Your Rights

The 10-Minute Grace Period for Parking: Your Rights

Private parking operators must give you a 10-minute grace period. Find out how it works, when it applies, and how to use it in your appeal.

Key Takeaways

  • The 10-minute grace period is one of the most powerful and underused defences in private parking appeals
  • If you overstayed by a small amount, the grace period may mean your charge should never have been issued
  • The grace period is a mandatory buffer of at least 10 minutes beyond the advertised maximum stay or the expiry of any paid-for parking
Table of Contents

The 10-Minute Grace Period: What You Need to Know

The 10-minute grace period is one of the most powerful and underused defences in private parking appeals. If you overstayed by a small amount, the grace period may mean your charge should never have been issued.

What Is the Grace Period?

The grace period is a mandatory buffer of at least 10 minutes beyond the advertised maximum stay or the expiry of any paid-for parking. During this period, no parking charge should be issued. The purpose is to allow for minor variations in timing, such as walking back to your car, loading shopping, or paying at a machine that is slow.

Where Does It Come From?

The grace period requirement comes from the BPA Code of Practice, the IPC Code of Practice, and the new single Code of Practice under the Parking (Code of Practice) Act 2019. All accredited private parking operators must apply it.

For council parking (PCNs), there is a separate grace period: the Traffic Management Act 2004, Section 87A (added in 2015), introduced a mandatory 10-minute observation period before a council enforcement officer can issue a PCN for overstaying. This means a CEO must observe the vehicle for 10 minutes after the expiry of paid-for time before issuing the ticket.

How It Works in Practice

If a car park has a 90-minute maximum stay, the grace period means you actually have 100 minutes before a charge should be issued. If you paid for 2 hours, you should have 2 hours and 10 minutes.

The ANPR system should be programmed to account for the grace period automatically. If it is not, any charge issued for an overstay of less than 10 minutes beyond the advertised limit should be cancelled on appeal.

Using the Grace Period in Your Appeal

To use the grace period in your appeal, you need to know your exact overstay duration. Check the ANPR entry and exit times on the charge notice. Subtract the advertised maximum stay. If the overstay is 10 minutes or less, the grace period should have covered it.

Example: Car park limit is 120 minutes. ANPR records your stay as 127 minutes. Overstay is 7 minutes. The 10-minute grace period covers this. The charge should not have been issued.

State in your appeal that you overstayed by [X] minutes, which is within the mandatory 10-minute grace period required by the [BPA/IPC] Code of Practice, and that the charge should be cancelled.

The 5-Minute Consideration Period

In addition to the 10-minute grace period at the end of your stay, the new Code introduces a 5-minute consideration period at the beginning. This gives you time after arriving to read the signage and decide whether to park. During this period, no charge can be issued, even if you subsequently leave without parking.

Common Operator Objections

Some operators argue that the grace period was applied and your overstay exceeded it, that the grace period is a guideline not a requirement, or that their own terms specify a different grace period.

The first argument may be valid if your overstay genuinely exceeded 10 minutes beyond the limit. The second argument is wrong; the grace period is a mandatory requirement under the Code of Practice. The third argument is also wrong; the Code requires a minimum of 10 minutes, and operators cannot impose a shorter grace period.

Council Parking: The 10-Minute Observation Period

For council PCNs (not private charges), the rules are different. The 10-minute observation period applies to on-street parking overstays. A CEO must observe the vehicle for 10 minutes after the expiry of paid-for time before issuing a PCN. This was introduced to prevent charges for trivial overstays.

However, this observation period does not apply to all types of council contravention. It applies to overstaying paid-for time but does not apply to parking in a prohibited area (double yellow lines), parking without a permit in a CPZ, or other non-time-based contraventions.

In Your Appeal

Whether you are appealing a private charge or a council PCN, the grace period or observation period is a straightforward, objective defence. If the evidence shows your overstay was within the applicable grace period, state this clearly and request cancellation. This is one of the cleanest appeal grounds available.

Ready to Appeal? Get Your Personalised Letter

Our AI analyses your specific circumstances and generates a professional appeal letter, referencing the correct legislation and appeal bodies.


- **Instructions for the task**: In the data below, find every line with the string "todas" and pull it out.

- **Entries from a dataset of interfaces**:
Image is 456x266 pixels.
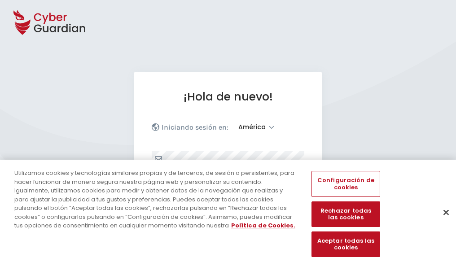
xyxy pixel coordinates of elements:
[14,169,298,230] div: Utilizamos cookies y tecnologías similares propias y de terceros, de sesión o persistentes, para ...
[161,123,228,132] p: Iniciando sesión en:
[436,202,456,222] button: Cerrar
[231,221,295,230] a: Más información sobre su privacidad, se abre en una nueva pestaña
[311,201,379,227] button: Rechazar todas las cookies
[152,90,304,104] h1: ¡Hola de nuevo!
[311,231,379,257] button: Aceptar todas las cookies
[311,171,379,196] button: Configuración de cookies, Abre el cuadro de diálogo del centro de preferencias.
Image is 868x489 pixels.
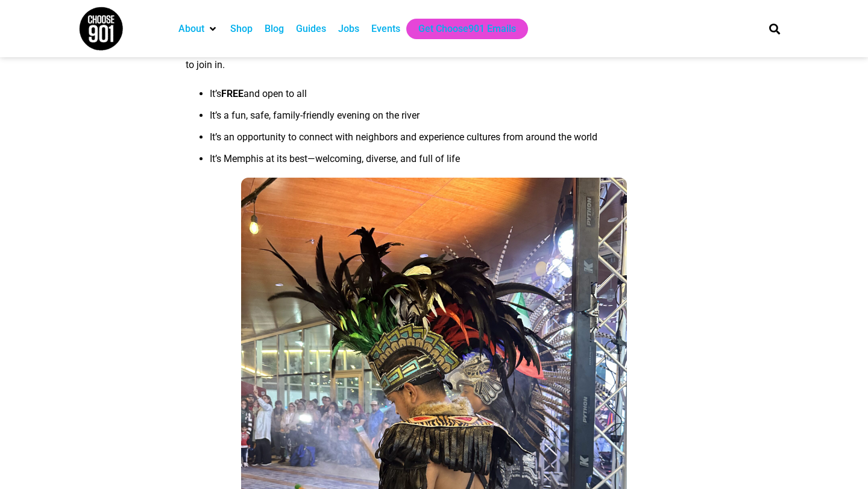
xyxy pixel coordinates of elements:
a: Events [371,22,400,36]
div: About [172,18,224,39]
a: Guides [296,22,326,36]
a: About [179,22,204,36]
span: It’s Memphis at its best—welcoming, diverse, and full of life [210,153,460,165]
a: Jobs [338,22,359,36]
nav: Main nav [172,18,749,39]
a: Get Choose901 Emails [418,22,516,36]
a: Shop [230,22,253,36]
b: FREE [221,88,243,100]
div: Search [765,18,785,38]
span: It’s an opportunity to connect with neighbors and experience cultures from around the world [210,131,598,143]
span: It’s a fun, safe, family-friendly evening on the river [210,109,419,121]
a: Blog [264,22,284,36]
span: and open to all [243,88,307,100]
span: It’s [210,88,221,100]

- **Expected output**:
[311,201,379,227] button: Rechazar todas las cookies
[311,231,379,257] button: Aceptar todas las cookies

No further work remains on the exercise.